Images washed over the walls like waves and sculptures dotted the floor like stalagmites, lending a surreal sensibility to Won Ju Lim’s installation Baroque Pet Shop (2010). As part of a media arts fellowship from the Tribeca Film Institute (supported by the Rockefeller Foundation), the Korean-born artist recently traveled to Dresden, Munich, St. Petersburg, Prague and Vienna to photograph and film examples of Northern Baroque architecture. Lim made liberal use in this exhibition of the resulting footage and, more precisely, memories of her travels. She is interested in layers, both material and conceptual. Lim paired video of Baroque cathedrals with images taken in a pet shop in the Highland Park area of Los Angeles; the juxtaposition might seem heavy-handed but the symbolism is secondary to Lim’s complex orchestration of color, light and shadow.
The darkened main gallery was filled with five projections—two of them rotated, overlapping imagery of architectural embellishments, caged birds and bags of feed—and a series of sculptures grouped like islands throughout the space. The sculptures included miniature cities built from foamcore, paper, foil and tape, placed on large white pedestals; glass objects—candy dishes, decanters, cake stands—on two tall metal shelving racks; and freestanding cylindrical forms made of plaster, paper, pigment and acrylic gel medium. The glass objects refracted and reflected the projections onto the walls, floors and other sculptures. The effect was something like being in an aquarium: shadows shift, light shivers and pictures float through space like colorful fish. Despite the familiarity of the constituent elements, the movement and hushed ambience induced an otherworldly quality characteristic of Lim’s practice in general.
In the second space were seven collages and five sculptures that contextualized the installation while being strong independent works. Pieces like Baroque Pet Shop—Activity 4 (2010), featuring a photograph of a birdcage on the left and a drawing of an upside-down cathedral on the right, with gold paint flecked across both, utilize imagery and materials—foamcore, tin foil, cardboard—found in the installation. The sculptures, such as Kitty with Purple Skin, an open cylinder about 3 feet high with a sleek violet exterior and a crystalline interior perched atop a graceful stand, are likewise similar to those in the installation but emboldened by color and texture. Sculptures and collages alike feature circular openings, offering views onto other works or revealing pictures beneath the surface. The portholes reinforced the sense of an aqueous environment where meaning, time and space are fluid.
Photos: View of Won Ju Lim’s installation Baroque Pet Shop, 2010, sculptures and video projections; at Patrick Painter.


### [TASK OBJECTIVE]
The lines needed are those below that contain the word "Active"; copy each one.

Segment Start: DATA RECORDS

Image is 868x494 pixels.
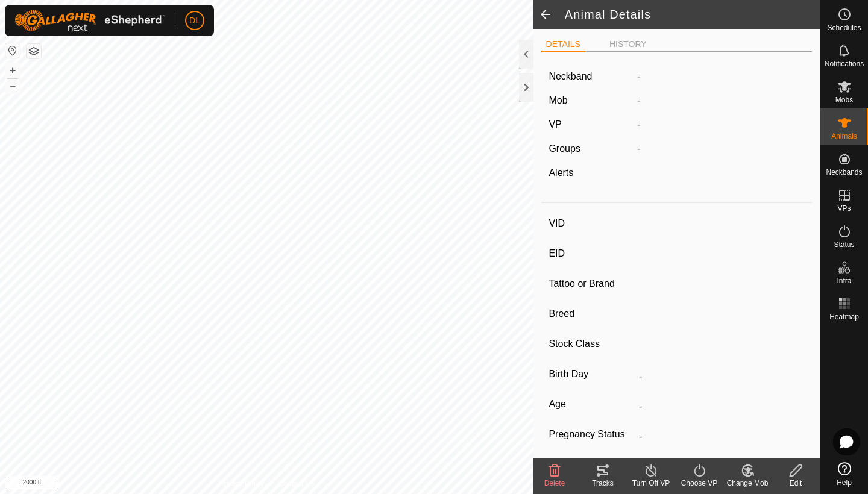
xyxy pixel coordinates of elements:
a: Help [820,457,868,491]
label: EID [548,246,634,261]
label: Breed [548,306,634,322]
label: Birth Day [548,366,634,382]
a: Privacy Policy [219,478,264,489]
span: DL [189,14,200,27]
div: Edit [771,477,820,488]
label: Weight [548,457,634,482]
label: Alerts [548,167,573,178]
span: Mobs [836,96,853,103]
label: Age [548,396,634,412]
span: Status [834,241,854,248]
span: Animals [831,132,857,140]
label: Tattoo or Brand [548,276,634,291]
img: Gallagher Logo [14,10,165,31]
span: - [637,95,640,105]
button: + [6,63,20,78]
div: - [632,141,809,156]
h2: Animal Details [565,7,820,21]
label: Groups [548,143,580,154]
button: – [6,79,20,93]
div: Turn Off VP [627,477,675,488]
span: VPs [837,205,850,212]
span: Schedules [827,24,860,31]
li: DETAILS [541,38,585,52]
span: Neckbands [826,169,862,176]
div: Tracks [578,477,627,488]
label: Pregnancy Status [548,426,634,442]
span: Notifications [825,60,864,68]
button: Reset Map [6,43,20,58]
div: Change Mob [723,477,771,488]
label: VP [548,119,561,130]
span: Delete [544,479,565,487]
label: VID [548,216,634,231]
label: Neckband [548,70,592,84]
li: HISTORY [605,38,652,50]
app-display-virtual-paddock-transition: - [637,119,640,130]
a: Contact Us [279,478,314,489]
span: Heatmap [829,313,859,320]
span: Help [836,479,851,486]
label: Stock Class [548,336,634,352]
label: - [637,70,640,84]
label: Mob [548,95,567,105]
div: Choose VP [675,477,723,488]
span: Infra [836,277,851,285]
button: Map Layers [26,44,41,59]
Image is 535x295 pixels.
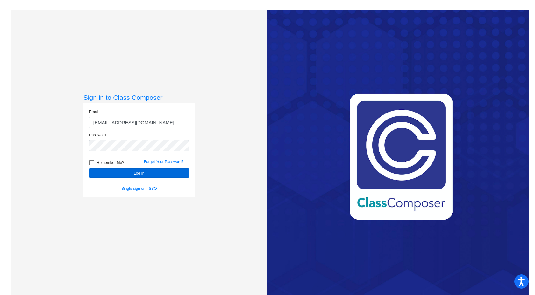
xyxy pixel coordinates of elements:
span: Remember Me? [97,159,124,167]
a: Forgot Your Password? [144,160,184,164]
label: Password [89,132,106,138]
h3: Sign in to Class Composer [83,94,195,102]
a: Single sign on - SSO [121,187,157,191]
button: Log In [89,169,189,178]
label: Email [89,109,99,115]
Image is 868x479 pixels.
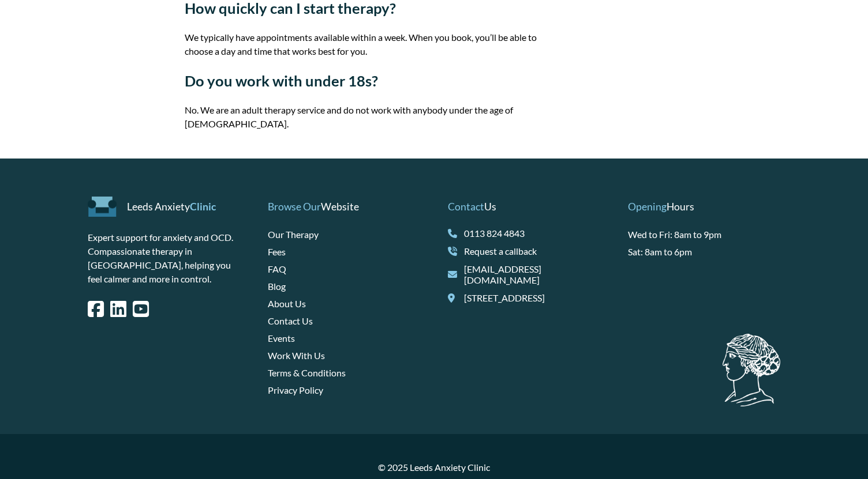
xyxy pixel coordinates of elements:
[268,367,346,378] a: Terms & Conditions
[268,298,306,309] a: About Us
[628,228,780,242] li: Wed to Fri: 8am to 9pm
[185,103,546,131] p: No. We are an adult therapy service and do not work with anybody under the age of [DEMOGRAPHIC_DA...
[268,201,321,213] span: Browse Our
[190,201,216,213] span: Clinic
[268,333,295,343] a: Events
[88,307,104,318] a: Facebook
[133,307,149,318] a: YouTube
[268,350,325,361] a: Work With Us
[88,300,104,318] i: Facebook
[464,228,600,238] a: 0113 824 4843
[268,281,286,292] a: Blog
[268,229,318,240] a: Our Therapy
[464,246,600,257] a: Request a callback
[110,307,126,318] a: LinkedIn
[268,246,286,257] a: Fees
[88,231,240,286] p: Expert support for anxiety and OCD. Compassionate therapy in [GEOGRAPHIC_DATA], helping you feel ...
[127,201,216,213] a: Leeds AnxietyClinic
[448,201,484,213] span: Contact
[110,300,126,318] i: LinkedIn
[628,200,780,214] p: Hours
[133,300,149,318] i: YouTube
[185,31,546,58] p: We typically have appointments available within a week. When you book, you’ll be able to choose a...
[268,315,313,326] a: Contact Us
[448,200,600,214] p: Us
[185,72,546,89] h2: Do you work with under 18s?
[628,245,780,259] li: Sat: 8am to 6pm
[268,264,286,275] a: FAQ
[268,200,420,214] p: Website
[464,264,600,285] a: [EMAIL_ADDRESS][DOMAIN_NAME]
[628,201,666,213] span: Opening
[464,292,600,303] span: [STREET_ADDRESS]
[268,384,323,396] a: Privacy Policy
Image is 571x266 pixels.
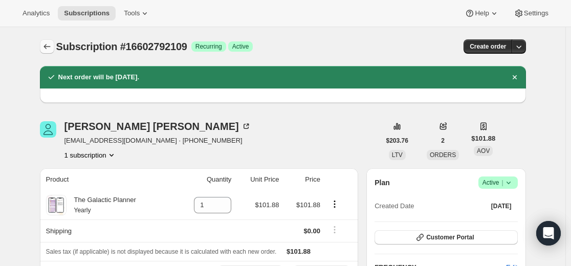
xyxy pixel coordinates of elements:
button: Tools [118,6,156,20]
span: Tools [124,9,140,17]
span: Customer Portal [426,233,474,242]
span: Active [232,42,249,51]
th: Product [40,168,176,191]
span: Subscriptions [64,9,110,17]
small: Yearly [74,207,91,214]
button: 2 [435,134,451,148]
th: Shipping [40,220,176,242]
span: $203.76 [387,137,409,145]
span: Sales tax (if applicable) is not displayed because it is calculated with each new order. [46,248,277,255]
button: Settings [508,6,555,20]
button: $203.76 [380,134,415,148]
button: Dismiss notification [508,70,522,84]
button: Subscriptions [58,6,116,20]
span: Settings [524,9,549,17]
div: [PERSON_NAME] [PERSON_NAME] [65,121,251,132]
span: Help [475,9,489,17]
button: Product actions [327,199,343,210]
span: Create order [470,42,506,51]
span: $101.88 [296,201,321,209]
h2: Plan [375,178,390,188]
h2: Next order will be [DATE]. [58,72,140,82]
span: $101.88 [287,248,311,255]
span: Colleen Connolly [40,121,56,138]
span: LTV [392,152,403,159]
th: Quantity [176,168,235,191]
button: Customer Portal [375,230,518,245]
span: | [502,179,503,187]
span: Created Date [375,201,414,211]
span: Recurring [196,42,222,51]
button: Create order [464,39,513,54]
span: [EMAIL_ADDRESS][DOMAIN_NAME] · [PHONE_NUMBER] [65,136,251,146]
img: product img [47,195,65,216]
span: 2 [441,137,445,145]
span: Analytics [23,9,50,17]
button: Product actions [65,150,117,160]
button: Analytics [16,6,56,20]
button: Shipping actions [327,224,343,236]
th: Price [283,168,324,191]
span: ORDERS [430,152,456,159]
button: Subscriptions [40,39,54,54]
th: Unit Price [234,168,282,191]
span: $0.00 [304,227,321,235]
span: Active [483,178,514,188]
div: The Galactic Planner [67,195,136,216]
div: Open Intercom Messenger [537,221,561,246]
span: [DATE] [492,202,512,210]
button: [DATE] [485,199,518,213]
button: Help [459,6,505,20]
span: $101.88 [255,201,280,209]
span: Subscription #16602792109 [56,41,187,52]
span: $101.88 [472,134,496,144]
span: AOV [477,147,490,155]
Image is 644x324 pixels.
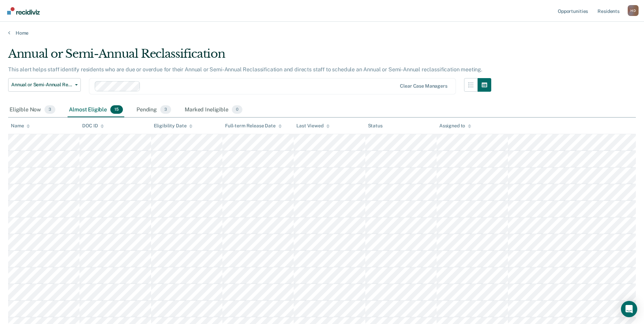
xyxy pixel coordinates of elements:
div: Eligible Now3 [8,102,56,117]
div: DOC ID [82,123,104,129]
img: Recidiviz [7,7,40,15]
div: Name [11,123,30,129]
div: Almost Eligible15 [68,102,124,117]
span: Annual or Semi-Annual Reclassification [11,82,72,88]
div: Eligibility Date [154,123,193,129]
div: Pending3 [135,102,173,117]
span: 15 [111,105,123,114]
a: Home [8,30,636,36]
button: Profile dropdown button [628,5,638,16]
span: 3 [160,105,171,114]
p: This alert helps staff identify residents who are due or overdue for their Annual or Semi-Annual ... [8,66,483,72]
div: Marked Ineligible0 [184,102,244,117]
div: Status [368,123,382,129]
div: Assigned to [440,123,471,129]
span: 3 [44,105,55,114]
button: Annual or Semi-Annual Reclassification [8,78,81,91]
div: Annual or Semi-Annual Reclassification [8,47,491,66]
div: Clear case managers [400,83,447,89]
div: H D [628,5,638,16]
div: Open Intercom Messenger [621,301,637,317]
div: Last Viewed [297,123,329,129]
div: Full-term Release Date [225,123,282,129]
span: 0 [232,105,242,114]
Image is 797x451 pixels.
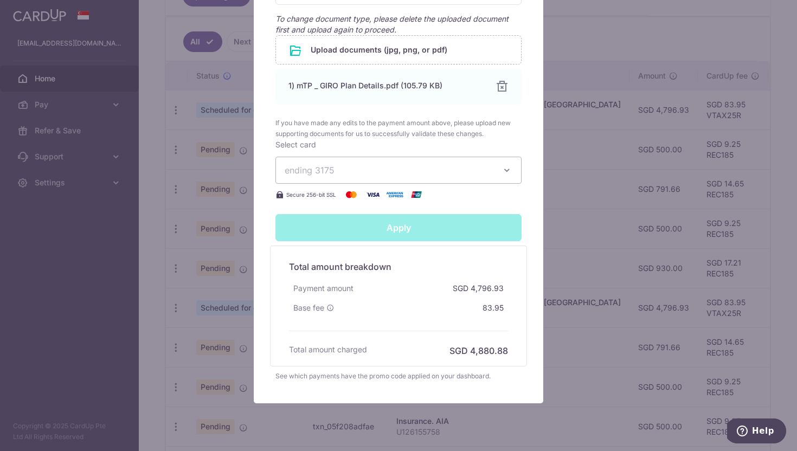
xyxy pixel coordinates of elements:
[449,344,508,357] h6: SGD 4,880.88
[384,188,405,201] img: American Express
[25,8,47,17] span: Help
[289,260,508,273] h5: Total amount breakdown
[275,157,521,184] button: ending 3175
[275,14,508,34] span: To change document type, please delete the uploaded document first and upload again to proceed.
[288,80,482,91] div: 1) mTP _ GIRO Plan Details.pdf (105.79 KB)
[727,418,786,446] iframe: Opens a widget where you can find more information
[275,371,521,382] div: See which payments have the promo code applied on your dashboard.
[340,188,362,201] img: Mastercard
[289,279,358,298] div: Payment amount
[286,190,336,199] span: Secure 256-bit SSL
[293,302,324,313] span: Base fee
[362,188,384,201] img: Visa
[448,279,508,298] div: SGD 4,796.93
[275,139,316,150] label: Select card
[289,344,367,355] h6: Total amount charged
[285,165,334,176] span: ending 3175
[275,118,521,139] span: If you have made any edits to the payment amount above, please upload new supporting documents fo...
[405,188,427,201] img: UnionPay
[275,35,521,65] div: Upload documents (jpg, png, or pdf)
[478,298,508,318] div: 83.95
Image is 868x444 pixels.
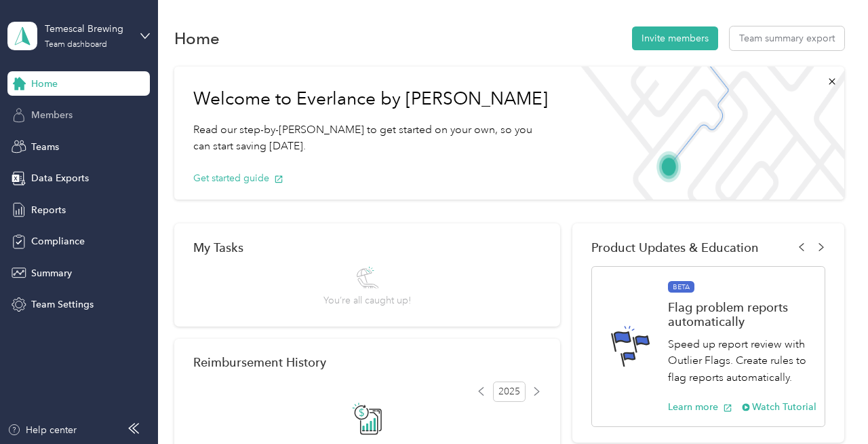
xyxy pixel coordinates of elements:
[193,122,551,155] p: Read our step-by-[PERSON_NAME] to get started on your own, so you can start saving [DATE].
[193,355,326,369] h2: Reimbursement History
[32,140,59,154] span: Teams
[32,108,72,123] span: Members
[32,266,71,281] span: Summary
[668,399,732,414] button: Learn more
[668,300,817,329] h1: Flag problem reports automatically
[193,241,541,255] div: My Tasks
[32,297,94,311] span: Team Settings
[570,67,845,200] img: Welcome to everlance
[730,26,845,50] button: Team summary export
[193,171,283,185] button: Get started guide
[193,88,551,110] h1: Welcome to Everlance by [PERSON_NAME]
[493,382,525,402] span: 2025
[175,32,220,46] h1: Home
[792,368,868,444] iframe: Everlance-gr Chat Button Frame
[45,21,130,36] div: Temescal Brewing
[668,336,817,386] p: Speed up report review with Outlier Flags. Create rules to flag reports automatically.
[324,294,411,307] span: You’re all caught up!
[742,399,817,414] button: Watch Tutorial
[668,281,694,294] span: BETA
[32,234,84,248] span: Compliance
[7,423,77,437] button: Help center
[32,171,89,185] span: Data Exports
[32,77,58,91] span: Home
[591,241,759,255] span: Product Updates & Education
[632,26,719,50] button: Invite members
[32,202,66,217] span: Reports
[45,41,107,49] div: Team dashboard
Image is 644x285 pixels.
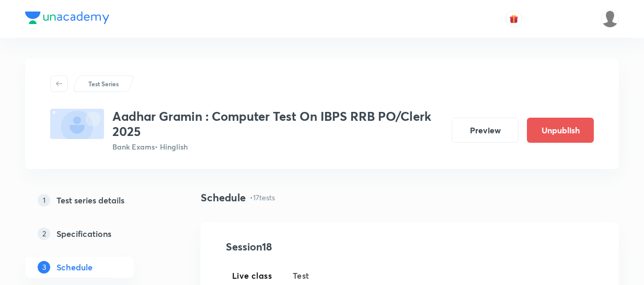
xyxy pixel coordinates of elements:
[89,79,118,88] p: Test Series
[25,11,109,27] a: Company Logo
[25,190,167,210] a: 1Test series details
[50,109,104,139] img: fallback-thumbnail.png
[527,117,594,142] button: Unpublish
[37,227,50,239] p: 2
[37,194,50,207] p: 1
[25,223,167,244] a: 2Specifications
[505,10,522,27] button: avatar
[200,190,246,205] h4: Schedule
[113,141,444,152] p: Bank Exams • Hinglish
[57,194,124,207] h5: Test series details
[57,261,92,273] h5: Schedule
[57,227,111,239] h5: Specifications
[509,14,518,23] img: avatar
[293,269,309,281] span: Test
[25,11,109,24] img: Company Logo
[113,109,444,139] h3: Aadhar Gramin : Computer Test On IBPS RRB PO/Clerk 2025
[232,269,272,281] span: Live class
[37,261,50,273] p: 3
[226,238,417,254] h4: Session 18
[250,192,275,203] p: • 17 tests
[601,10,619,28] img: Kriti
[452,117,518,142] button: Preview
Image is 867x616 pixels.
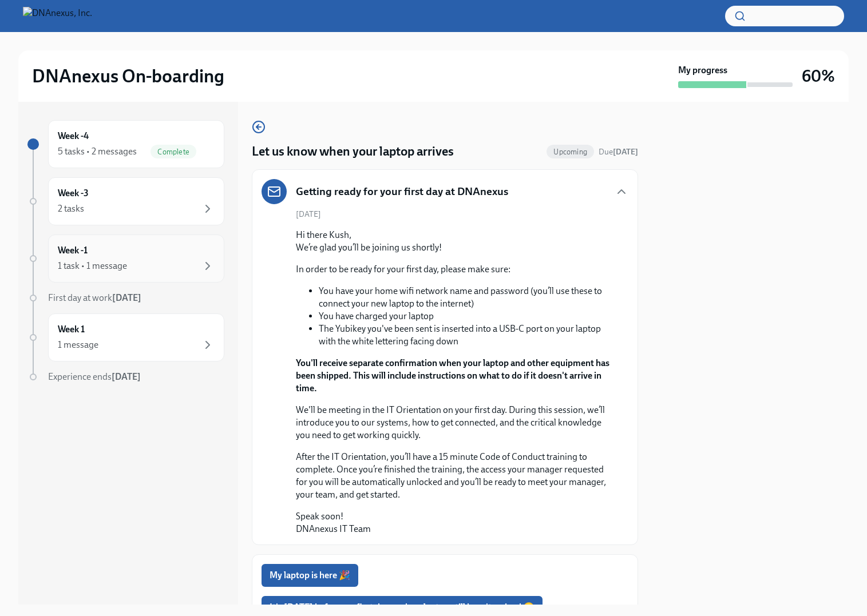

Segment End: DATA RECORDS

### [WRITTEN ANSWER]
span: Active [232,42,249,51]
span: Active [483,178,514,188]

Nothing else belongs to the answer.